RG
Roberto Giacomelli
•Explorer Jonathan Marchant leads a British Cryptozoological Society expedition in Africa to search for the so-called Mokele Mbembe, a legendary aquatic monster that, according to local legends, would roam a lake in the Congo. Marchant assembles a team in which his fifteen-year-old son Luke secretly infiltrates, a boy a bit too lively who has just been expelled from school. The expedition, however, does not begin in the best way and the helicopter carrying the team crashes in the middle of the jungle due to some strange and giant birds. The survivors of the impact venture into the heart of the Congo, ready to film everything with their remaining equipment, discovering that in that corner of the world prehistoric beings have survived, ready to make their survival difficult.
Witch? Present.
Demons? Present.
Ghosts? Present.
Aliens? Present.
Serial killer? Present.
Zombies? Present.
Kids with superpowers? Present.
Who —or what— is missing from the roll call to appear in a mockumentary of the found footage type? Dinosaurs, perhaps… No worries, documentarian Sid Bennett writes and directs "The Lost Dinosaurs" bringing his passion for cryptozoology to the stage.
Imagine "Jurassic Park", or rather "Jurassic Park III" —which is more relevant to the plot— and combine it with "The Blair Witch Project" (the original title of the film is "The Dinosaur Project"), although the greatest influence perhaps comes from "The River", the TV series created by Oren Peli and concluded in a single season. You will thus have "The Lost Dinosaurs", a nice little summer film that in its mixing of more elements turns out to be enjoyable and paradoxically original.
In Bennett's film we find the abc of screenwriting with some choices that will inevitably seem banal, such as the conflict between father and son, in which the latter, in addition to being the miniature copy of the parent who sees in him all the mistakes made in his youth and is therefore ready to prevent them, is immediately presented to us as an expert in technologies, thus facilitating many future plot points. But all this can be fine, just as the ecological subtext and the complicity that is created between Luke and a baby Dilophosaurus, promptly baptized Crypto and necessary for the film's epilogue, do not hinder. Meritorious some choices regarding the fate of the characters, rather unexpected, while what could disturb is the introduction of a human villain, the usual expedient to focus attention on the meanness of man that here seems even more forced than usual.
You will therefore understand that, despite its desire to be "something else" given the technique of the fake documentary, "The Lost Dinosaurs" ends up being a film very close to the standard of the horror/adventure spectacle, making its own the lesson of Spielberg's saga on dinosaurs. But that's fine, a film that travels safely and knows how to entertain and amuse, thanks to a quick vision (the film lasts only 80 minutes) and a simple but engaging plot.
There is a good variety of dinosaurs in "The Lost Dinosaurs" that deviate from the usual T-Rex and Velociraptor that the various "Jurassic Park" (and not only) have offered us over the years. Rather, flying reptiles (two different varieties) are used, a nice plesiosaur that splashes in the gorge of a canyon and then carnivores of various sizes and voracity, all realized rather well, even if the fake-amateur editing and the "dirty" rendering of the mockumentary help to mask the visual effect. Speaking of mockumentary, "The Lost Dinosaurs" uses the expedient of filming at all costs in a functional way, given the scientific/documentary purposes of the mission, which at a certain point also assume other objectives. Excellent and innovative is the use of the GoPro camera that is fixed on a dinosaur, so as to have underwater and not only all subjective shots.
The cut of "The Lost Dinosaurs" is, in any case, more adventurous than horror and although there are concessions to the scare on more than one occasion, the violence and the blood remain mostly out of frame.
In short, entertainment without pretensions that works precisely for its simplicity at heart. In the current panorama of mockumentaries that recycle ideas and add numbers after the title, "The Lost Dinosaurs" is one of the freshest and most fun.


__What you should do__
When a line in the records contains the string "Charts", copy that line.

** Opening The records block **

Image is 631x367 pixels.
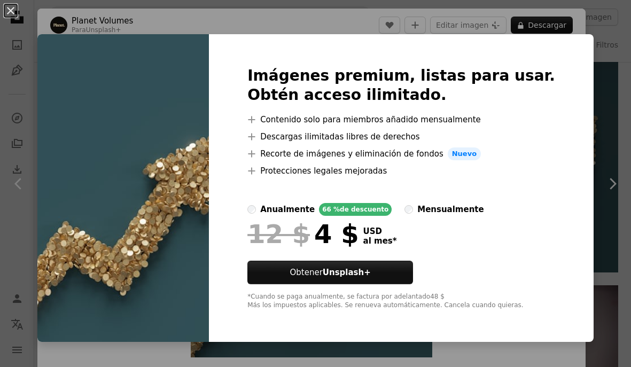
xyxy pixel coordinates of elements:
img: premium_photo-1700428143495-ce0435fefa38 [37,34,209,342]
li: Descargas ilimitadas libres de derechos [247,130,555,143]
strong: Unsplash+ [323,268,371,277]
button: ObtenerUnsplash+ [247,261,413,284]
span: al mes * [363,236,397,246]
span: 12 $ [247,220,310,248]
div: mensualmente [417,203,483,216]
div: *Cuando se paga anualmente, se factura por adelantado 48 $ Más los impuestos aplicables. Se renue... [247,293,555,310]
li: Protecciones legales mejoradas [247,164,555,177]
input: mensualmente [404,205,413,214]
li: Contenido solo para miembros añadido mensualmente [247,113,555,126]
span: Nuevo [448,147,481,160]
li: Recorte de imágenes y eliminación de fondos [247,147,555,160]
span: USD [363,226,397,236]
div: anualmente [260,203,315,216]
div: 66 % de descuento [319,203,391,216]
input: anualmente66 %de descuento [247,205,256,214]
div: 4 $ [247,220,358,248]
h2: Imágenes premium, listas para usar. Obtén acceso ilimitado. [247,66,555,105]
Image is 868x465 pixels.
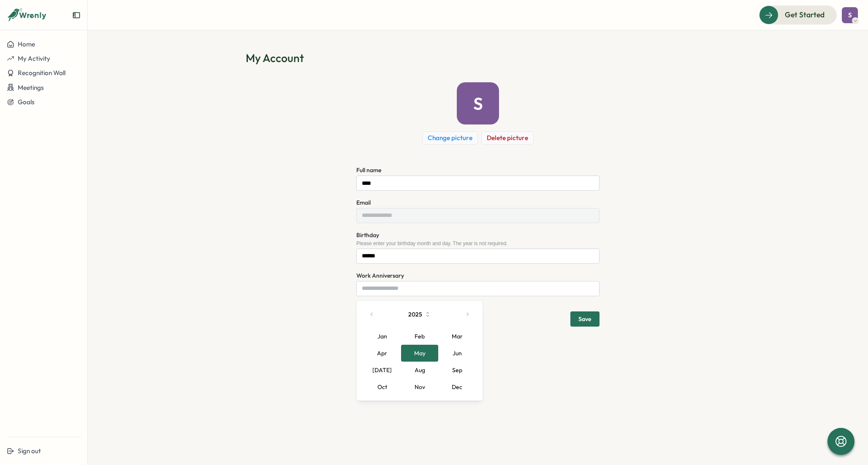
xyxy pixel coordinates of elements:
[401,378,438,395] button: Nov
[18,40,35,48] span: Home
[357,198,371,208] label: Email
[357,231,379,240] label: Birthday
[364,362,401,378] button: [DATE]
[401,345,438,362] button: May
[401,362,438,378] button: Aug
[18,447,41,455] span: Sign out
[438,378,476,395] button: Dec
[18,69,66,77] span: Recognition Wall
[18,98,35,106] span: Goals
[357,241,600,247] div: Please enter your birthday month and day. The year is not required.
[357,272,404,281] label: Work Anniversary
[438,328,476,345] button: Mar
[422,131,478,144] button: Change picture
[481,131,534,144] button: Delete picture
[785,10,825,20] span: Get Started
[357,166,381,175] label: Full name
[848,11,852,19] span: S
[18,84,44,91] span: Meetings
[381,306,459,323] button: 2025
[438,345,476,362] button: Jun
[18,54,50,63] span: My Activity
[578,316,591,322] span: Save
[571,312,600,327] button: Save
[364,345,401,362] button: Apr
[364,328,401,345] button: Jan
[473,90,483,116] span: S
[438,362,476,378] button: Sep
[364,378,401,395] button: Oct
[759,5,837,24] button: Get Started
[72,11,81,20] button: Expand sidebar
[246,51,710,66] h1: My Account
[401,328,438,345] button: Feb
[842,7,858,23] button: S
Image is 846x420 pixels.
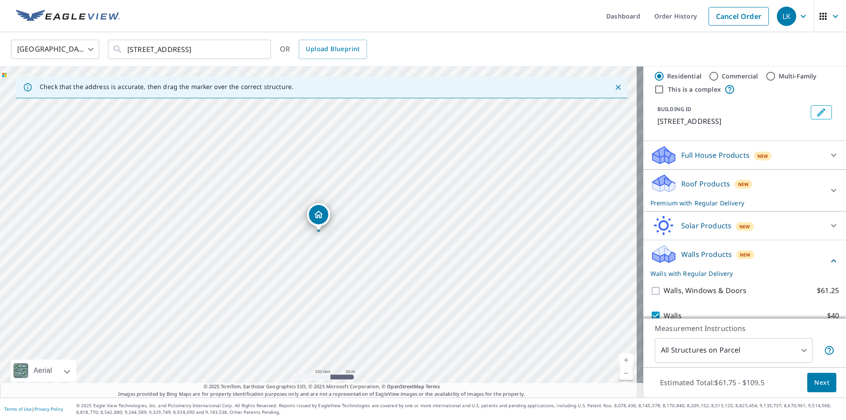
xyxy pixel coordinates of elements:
a: Terms [426,383,440,390]
label: Residential [667,72,702,81]
input: Search by address or latitude-longitude [127,37,253,62]
p: Walls [664,310,682,321]
a: Upload Blueprint [299,40,367,59]
div: OR [280,40,367,59]
div: LK [777,7,796,26]
p: BUILDING ID [658,105,692,113]
span: New [740,251,751,258]
button: Edit building 1 [811,105,832,119]
span: © 2025 TomTom, Earthstar Geographics SIO, © 2025 Microsoft Corporation, © [204,383,440,391]
p: $40 [827,310,839,321]
a: Privacy Policy [34,406,63,412]
div: Dropped pin, building 1, Residential property, 4126 Corinth Blvd Dayton, OH 45410 [307,203,330,231]
div: Walls ProductsNewWalls with Regular Delivery [651,244,839,278]
div: All Structures on Parcel [655,338,813,363]
div: Roof ProductsNewPremium with Regular Delivery [651,173,839,208]
span: Your report will include each building or structure inside the parcel boundary. In some cases, du... [824,345,835,356]
span: Upload Blueprint [306,44,360,55]
label: Commercial [722,72,759,81]
a: Terms of Use [4,406,32,412]
p: Walls with Regular Delivery [651,269,829,278]
label: Multi-Family [779,72,817,81]
div: Aerial [31,360,55,382]
span: Next [815,377,830,388]
p: Premium with Regular Delivery [651,198,823,208]
label: This is a complex [668,85,721,94]
p: $61.25 [817,285,839,296]
img: EV Logo [16,10,120,23]
span: New [740,223,751,230]
p: | [4,406,63,412]
p: Measurement Instructions [655,323,835,334]
button: Close [613,82,624,93]
span: New [738,181,749,188]
a: Cancel Order [709,7,769,26]
p: Solar Products [681,220,732,231]
p: [STREET_ADDRESS] [658,116,807,126]
button: Next [807,373,837,393]
a: Current Level 17, Zoom In [620,353,633,367]
a: OpenStreetMap [387,383,424,390]
a: Current Level 17, Zoom Out [620,367,633,380]
div: [GEOGRAPHIC_DATA] [11,37,99,62]
p: Full House Products [681,150,750,160]
p: Walls, Windows & Doors [664,285,747,296]
div: Full House ProductsNew [651,145,839,166]
p: Estimated Total: $61.75 - $109.5 [653,373,772,392]
p: Roof Products [681,179,730,189]
p: Walls Products [681,249,732,260]
div: Aerial [11,360,76,382]
p: Check that the address is accurate, then drag the marker over the correct structure. [40,83,294,91]
p: © 2025 Eagle View Technologies, Inc. and Pictometry International Corp. All Rights Reserved. Repo... [76,402,842,416]
span: New [758,153,769,160]
div: Solar ProductsNew [651,215,839,236]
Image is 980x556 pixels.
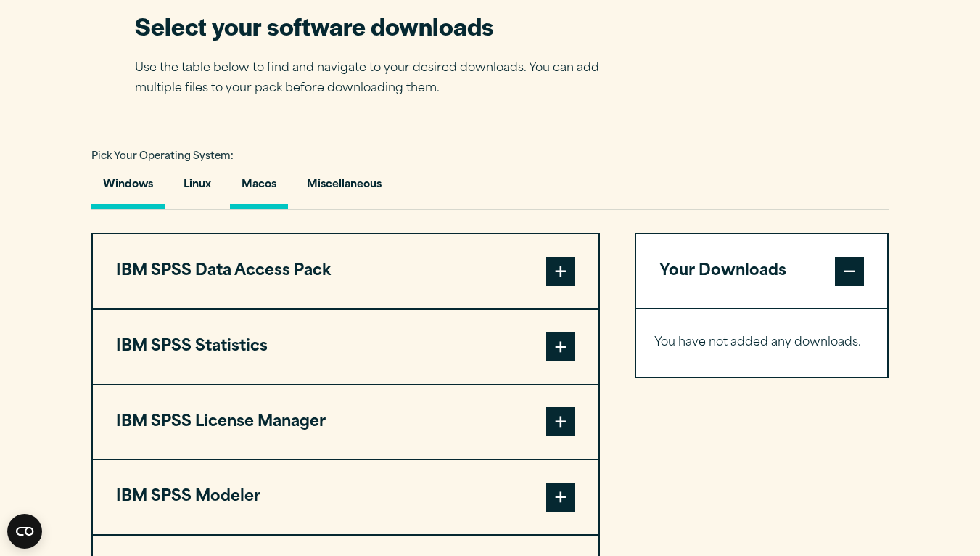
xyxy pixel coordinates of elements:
button: IBM SPSS Data Access Pack [93,234,598,308]
button: IBM SPSS License Manager [93,385,598,459]
p: You have not added any downloads. [654,333,869,354]
button: Miscellaneous [295,168,393,209]
button: Linux [172,168,223,209]
button: IBM SPSS Statistics [93,310,598,384]
button: Open CMP widget [7,514,42,549]
button: Your Downloads [637,234,888,308]
button: Windows [92,168,165,209]
div: Your Downloads [637,308,888,376]
button: IBM SPSS Modeler [93,460,598,534]
h2: Select your software downloads [135,10,621,42]
p: Use the table below to find and navigate to your desired downloads. You can add multiple files to... [135,58,621,100]
span: Pick Your Operating System: [92,152,234,161]
button: Macos [230,168,288,209]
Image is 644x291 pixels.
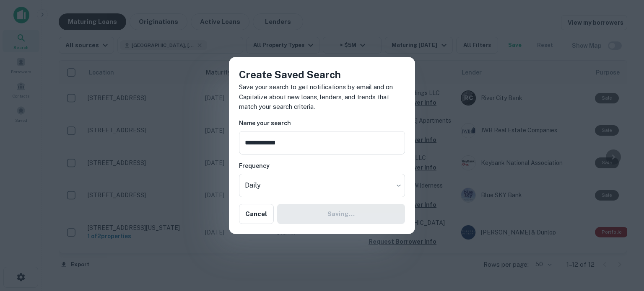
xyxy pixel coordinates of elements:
[239,82,405,112] p: Save your search to get notifications by email and on Capitalize about new loans, lenders, and tr...
[239,161,405,170] h6: Frequency
[239,67,405,82] h4: Create Saved Search
[239,119,405,128] h6: Name your search
[239,174,405,197] div: Without label
[602,224,644,264] iframe: Chat Widget
[239,204,273,224] button: Cancel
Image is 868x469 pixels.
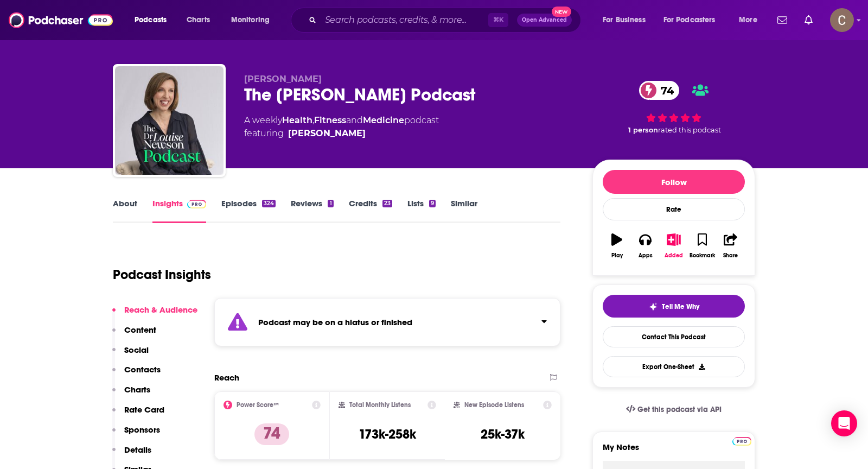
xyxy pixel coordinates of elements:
[800,11,817,29] a: Show notifications dropdown
[124,304,197,315] p: Reach & Audience
[113,266,211,283] h1: Podcast Insights
[113,198,137,223] a: About
[258,317,412,327] strong: Podcast may be on a hiatus or finished
[663,12,716,28] span: For Podcasters
[690,253,715,259] div: Bookmark
[214,372,240,383] h2: Reach
[717,227,745,266] button: Share
[603,326,745,347] a: Contact This Podcast
[429,200,435,208] div: 9
[363,115,404,126] a: Medicine
[631,227,659,266] button: Apps
[830,8,854,32] button: Show profile menu
[179,12,216,29] a: Charts
[732,12,771,29] button: open menu
[732,437,751,446] img: Podchaser Pro
[489,13,508,27] span: ⌘ K
[113,324,156,345] button: Content
[244,74,321,84] span: [PERSON_NAME]
[465,401,524,409] h2: New Episode Listens
[603,356,745,378] button: Export One-Sheet
[321,12,489,29] input: Search podcasts, credits, & more...
[187,200,206,208] img: Podchaser Pro
[660,227,688,266] button: Added
[346,115,363,126] span: and
[383,200,392,208] div: 23
[113,444,151,465] button: Details
[649,302,658,311] img: tell me why sparkle
[656,12,732,29] button: open menu
[255,423,289,445] p: 74
[830,8,854,32] img: User Profile
[522,17,567,23] span: Open Advanced
[739,12,757,28] span: More
[152,198,206,223] a: InsightsPodchaser Pro
[349,401,411,409] h2: Total Monthly Listens
[113,384,150,404] button: Charts
[244,114,439,140] div: A weekly podcast
[773,11,792,29] a: Show notifications dropdown
[732,436,751,446] a: Pro website
[603,295,745,317] button: tell me why sparkleTell Me Why
[113,425,160,444] button: Sponsors
[603,198,745,221] div: Rate
[282,115,313,126] a: Health
[603,12,646,28] span: For Business
[603,442,745,461] label: My Notes
[658,126,721,134] span: rated this podcast
[124,384,150,395] p: Charts
[124,345,149,355] p: Social
[592,74,755,141] div: 74 1 personrated this podcast
[639,81,679,100] a: 74
[407,198,435,223] a: Lists9
[639,253,652,259] div: Apps
[637,405,721,414] span: Get this podcast via API
[628,126,658,134] span: 1 person
[831,410,857,436] div: Open Intercom Messenger
[618,396,730,423] a: Get this podcast via API
[244,127,439,140] span: featuring
[650,81,679,100] span: 74
[723,253,738,259] div: Share
[237,401,279,409] h2: Power Score™
[113,345,149,365] button: Social
[113,364,160,384] button: Contacts
[595,12,659,29] button: open menu
[115,66,224,175] img: The Dr Louise Newson Podcast
[127,12,181,29] button: open menu
[314,115,346,126] a: Fitness
[517,14,572,27] button: Open AdvancedNew
[662,302,699,311] span: Tell Me Why
[231,12,270,28] span: Monitoring
[688,227,717,266] button: Bookmark
[124,425,160,435] p: Sponsors
[830,8,854,32] span: Logged in as clay.bolton
[611,253,623,259] div: Play
[603,227,631,266] button: Play
[291,198,333,223] a: Reviews1
[313,115,314,126] span: ,
[187,12,210,28] span: Charts
[9,10,113,31] img: Podchaser - Follow, Share and Rate Podcasts
[480,426,525,442] h3: 25k-37k
[113,304,197,324] button: Reach & Audience
[134,12,167,28] span: Podcasts
[214,298,560,346] section: Click to expand status details
[124,404,164,414] p: Rate Card
[552,7,571,17] span: New
[349,198,392,223] a: Credits23
[301,8,592,33] div: Search podcasts, credits, & more...
[224,12,284,29] button: open menu
[603,170,745,194] button: Follow
[328,200,333,208] div: 1
[359,426,416,442] h3: 173k-258k
[665,253,683,259] div: Added
[124,324,156,335] p: Content
[262,200,276,208] div: 324
[124,444,151,455] p: Details
[113,404,164,425] button: Rate Card
[124,364,160,375] p: Contacts
[221,198,276,223] a: Episodes324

** Closing The records block **

__Final answer__
[179,12,216,29] a: Charts
[113,384,150,404] button: Charts
[124,384,150,395] p: Charts
[187,12,210,28] span: Charts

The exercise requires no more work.